Author: Mark Sampson
View album and artist detailsArtist/band: |
Alfredo Rodriguez |
Label: |
Mack Avenue Records CD & DVD |
Magazine Review Date: |
June/2016 |
This young Cuban jazz pianist's third album starts with a radical reinvention of the old Compay Segundo favourite, ‘Chan Chan’: all plucked piano, clarinet and skittish time signatures. It segues into the brisk ‘Yemayá’, with guest vocals from the French-Cuban twin-sister duo Ibeyi. Bassist Richard Bona's gorgeous vocals add colour to Rodriguez's nimble playing on the next track, ‘Raíces (Roots)’, and Ibrahim Maalouf's signature trumpet graces both ‘Venga la Esperanza’ and ‘Kaleidoscope’. The musicianship and production – by Quincy Jones, no less – are impeccable, but the music wanders so restlessly, from Afro-Cuban music to Bach and back via flamenco and tango, that there's the sense that this is an album in search of a theme. Significantly, things conclude with a remix of the deceptively simple ‘Ay Mamá Inés’, as if to underline that it's the strongest track.
It would be easy to lump Alfredo Rodriguez with Omar Sosa and Roberto Fonseca simply because he is a Cuban pianist who plays a form of world jazz. This often beautiful album confirms that he clearly has his own identity – even if it seems that he has yet to find his musical personality.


■ Problem to solve:
In the entries that follow, which lines hold the string "Republic"? List them.
##### Record excerpts
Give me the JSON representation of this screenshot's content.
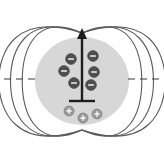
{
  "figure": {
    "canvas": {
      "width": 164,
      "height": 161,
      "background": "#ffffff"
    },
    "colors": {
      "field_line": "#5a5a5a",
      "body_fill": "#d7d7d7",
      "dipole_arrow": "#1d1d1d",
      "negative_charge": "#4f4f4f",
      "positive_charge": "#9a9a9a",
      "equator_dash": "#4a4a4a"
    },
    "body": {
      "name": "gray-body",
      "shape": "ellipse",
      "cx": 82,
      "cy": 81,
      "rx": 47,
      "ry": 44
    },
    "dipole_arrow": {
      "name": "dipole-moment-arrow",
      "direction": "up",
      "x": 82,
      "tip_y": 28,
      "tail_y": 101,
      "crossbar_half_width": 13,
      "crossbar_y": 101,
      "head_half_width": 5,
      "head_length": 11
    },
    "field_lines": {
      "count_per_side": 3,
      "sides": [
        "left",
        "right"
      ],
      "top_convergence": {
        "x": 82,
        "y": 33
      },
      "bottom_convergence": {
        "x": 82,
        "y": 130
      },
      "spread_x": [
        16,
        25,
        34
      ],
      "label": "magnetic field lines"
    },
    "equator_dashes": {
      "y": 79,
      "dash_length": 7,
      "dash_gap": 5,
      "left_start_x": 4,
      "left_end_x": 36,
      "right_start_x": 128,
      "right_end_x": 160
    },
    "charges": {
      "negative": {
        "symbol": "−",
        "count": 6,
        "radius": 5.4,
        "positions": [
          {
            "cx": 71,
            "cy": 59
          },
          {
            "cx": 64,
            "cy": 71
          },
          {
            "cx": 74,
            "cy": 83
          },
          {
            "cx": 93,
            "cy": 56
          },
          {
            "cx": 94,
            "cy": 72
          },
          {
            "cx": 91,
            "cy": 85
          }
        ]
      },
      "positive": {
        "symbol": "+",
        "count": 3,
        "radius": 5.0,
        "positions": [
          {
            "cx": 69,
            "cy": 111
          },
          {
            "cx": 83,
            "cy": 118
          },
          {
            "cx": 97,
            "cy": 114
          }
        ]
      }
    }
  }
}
##########
##### Record excerpts
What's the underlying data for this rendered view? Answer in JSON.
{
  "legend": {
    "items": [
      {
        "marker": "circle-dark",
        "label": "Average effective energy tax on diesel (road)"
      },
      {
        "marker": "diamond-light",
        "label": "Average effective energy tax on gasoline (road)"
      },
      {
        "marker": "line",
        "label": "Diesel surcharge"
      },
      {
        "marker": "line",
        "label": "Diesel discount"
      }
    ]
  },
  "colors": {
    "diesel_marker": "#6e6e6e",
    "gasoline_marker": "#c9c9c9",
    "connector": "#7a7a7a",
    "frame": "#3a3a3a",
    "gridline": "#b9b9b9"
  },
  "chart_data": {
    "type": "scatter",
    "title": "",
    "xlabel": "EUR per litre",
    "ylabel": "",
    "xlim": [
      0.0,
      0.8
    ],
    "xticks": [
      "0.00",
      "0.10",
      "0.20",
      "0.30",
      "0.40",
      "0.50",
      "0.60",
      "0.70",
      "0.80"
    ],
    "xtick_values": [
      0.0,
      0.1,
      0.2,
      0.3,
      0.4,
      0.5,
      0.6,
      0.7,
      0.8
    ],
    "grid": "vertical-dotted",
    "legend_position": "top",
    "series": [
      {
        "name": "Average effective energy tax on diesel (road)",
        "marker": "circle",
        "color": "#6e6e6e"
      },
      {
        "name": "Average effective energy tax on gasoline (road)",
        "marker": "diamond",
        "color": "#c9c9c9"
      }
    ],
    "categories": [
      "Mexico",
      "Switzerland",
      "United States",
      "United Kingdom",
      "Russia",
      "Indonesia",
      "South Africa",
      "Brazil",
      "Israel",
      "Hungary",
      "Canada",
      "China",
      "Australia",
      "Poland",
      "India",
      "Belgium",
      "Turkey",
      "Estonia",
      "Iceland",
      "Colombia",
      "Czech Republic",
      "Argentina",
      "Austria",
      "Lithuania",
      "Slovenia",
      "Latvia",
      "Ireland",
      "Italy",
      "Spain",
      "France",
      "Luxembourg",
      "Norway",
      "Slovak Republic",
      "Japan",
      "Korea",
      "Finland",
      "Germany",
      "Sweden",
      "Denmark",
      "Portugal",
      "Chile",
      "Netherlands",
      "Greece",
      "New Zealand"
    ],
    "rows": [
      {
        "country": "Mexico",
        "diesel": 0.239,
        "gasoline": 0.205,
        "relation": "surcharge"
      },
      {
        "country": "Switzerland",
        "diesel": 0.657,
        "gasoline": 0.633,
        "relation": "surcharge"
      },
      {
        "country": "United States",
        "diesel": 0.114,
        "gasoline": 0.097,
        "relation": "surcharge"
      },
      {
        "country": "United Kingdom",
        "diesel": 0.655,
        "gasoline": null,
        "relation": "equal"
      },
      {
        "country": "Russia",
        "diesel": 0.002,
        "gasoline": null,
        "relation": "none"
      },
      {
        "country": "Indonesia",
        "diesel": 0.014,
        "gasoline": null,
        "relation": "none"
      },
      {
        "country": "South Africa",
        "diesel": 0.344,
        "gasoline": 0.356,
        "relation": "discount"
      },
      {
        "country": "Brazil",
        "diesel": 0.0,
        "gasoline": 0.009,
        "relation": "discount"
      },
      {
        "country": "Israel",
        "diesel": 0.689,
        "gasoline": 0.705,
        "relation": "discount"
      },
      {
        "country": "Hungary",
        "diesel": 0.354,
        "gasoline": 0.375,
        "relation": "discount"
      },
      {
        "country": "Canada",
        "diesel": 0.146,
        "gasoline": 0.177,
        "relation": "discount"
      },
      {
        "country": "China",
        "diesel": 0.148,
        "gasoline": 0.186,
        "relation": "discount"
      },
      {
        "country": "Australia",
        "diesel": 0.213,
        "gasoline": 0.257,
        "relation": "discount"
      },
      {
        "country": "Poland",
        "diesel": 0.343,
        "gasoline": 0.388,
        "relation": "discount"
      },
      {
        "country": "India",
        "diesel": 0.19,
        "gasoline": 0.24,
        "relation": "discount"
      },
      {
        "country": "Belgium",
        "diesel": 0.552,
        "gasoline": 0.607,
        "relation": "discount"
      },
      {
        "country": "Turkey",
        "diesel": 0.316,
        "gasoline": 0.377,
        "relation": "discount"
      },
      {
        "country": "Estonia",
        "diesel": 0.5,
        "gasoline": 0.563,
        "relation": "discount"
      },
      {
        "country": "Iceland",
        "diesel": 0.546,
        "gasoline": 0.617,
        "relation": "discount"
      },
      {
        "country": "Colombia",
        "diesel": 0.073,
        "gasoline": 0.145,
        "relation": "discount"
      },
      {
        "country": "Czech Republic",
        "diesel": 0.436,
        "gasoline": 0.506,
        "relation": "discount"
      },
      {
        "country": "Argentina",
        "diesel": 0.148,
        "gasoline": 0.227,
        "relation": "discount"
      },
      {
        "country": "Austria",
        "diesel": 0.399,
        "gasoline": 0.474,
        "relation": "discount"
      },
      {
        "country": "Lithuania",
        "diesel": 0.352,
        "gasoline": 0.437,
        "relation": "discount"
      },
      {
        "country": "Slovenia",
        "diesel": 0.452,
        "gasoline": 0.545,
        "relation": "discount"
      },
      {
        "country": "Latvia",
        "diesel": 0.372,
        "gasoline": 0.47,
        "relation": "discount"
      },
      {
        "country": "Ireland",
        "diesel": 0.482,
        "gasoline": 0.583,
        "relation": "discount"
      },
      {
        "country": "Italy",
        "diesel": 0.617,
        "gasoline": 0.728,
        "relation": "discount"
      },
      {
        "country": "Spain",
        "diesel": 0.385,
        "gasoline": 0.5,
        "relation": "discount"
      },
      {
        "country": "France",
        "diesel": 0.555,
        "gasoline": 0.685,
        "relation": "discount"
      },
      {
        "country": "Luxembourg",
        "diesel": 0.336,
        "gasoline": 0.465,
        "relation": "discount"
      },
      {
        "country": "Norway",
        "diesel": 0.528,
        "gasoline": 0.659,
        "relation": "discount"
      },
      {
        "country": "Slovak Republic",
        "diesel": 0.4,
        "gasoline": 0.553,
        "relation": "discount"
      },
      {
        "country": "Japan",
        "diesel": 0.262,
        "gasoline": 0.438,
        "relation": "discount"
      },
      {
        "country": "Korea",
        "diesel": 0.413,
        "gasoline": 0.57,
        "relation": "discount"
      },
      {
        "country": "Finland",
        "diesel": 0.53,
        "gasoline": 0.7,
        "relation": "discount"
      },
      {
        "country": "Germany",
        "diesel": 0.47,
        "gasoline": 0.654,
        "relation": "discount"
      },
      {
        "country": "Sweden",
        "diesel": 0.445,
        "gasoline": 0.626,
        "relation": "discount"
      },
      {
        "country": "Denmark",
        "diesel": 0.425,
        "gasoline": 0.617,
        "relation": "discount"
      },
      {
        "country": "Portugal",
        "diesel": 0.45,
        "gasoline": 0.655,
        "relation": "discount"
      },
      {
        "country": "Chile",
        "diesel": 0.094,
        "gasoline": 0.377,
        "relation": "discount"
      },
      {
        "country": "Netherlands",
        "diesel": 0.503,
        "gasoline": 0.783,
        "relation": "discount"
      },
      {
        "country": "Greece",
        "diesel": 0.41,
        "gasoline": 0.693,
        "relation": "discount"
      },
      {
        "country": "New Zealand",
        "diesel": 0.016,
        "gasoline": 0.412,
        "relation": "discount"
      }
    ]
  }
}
##########
■ Answer for this exercise:
      "Czech Republic",
      "Slovak Republic",
        "country": "Czech Republic",
        "country": "Slovak Republic",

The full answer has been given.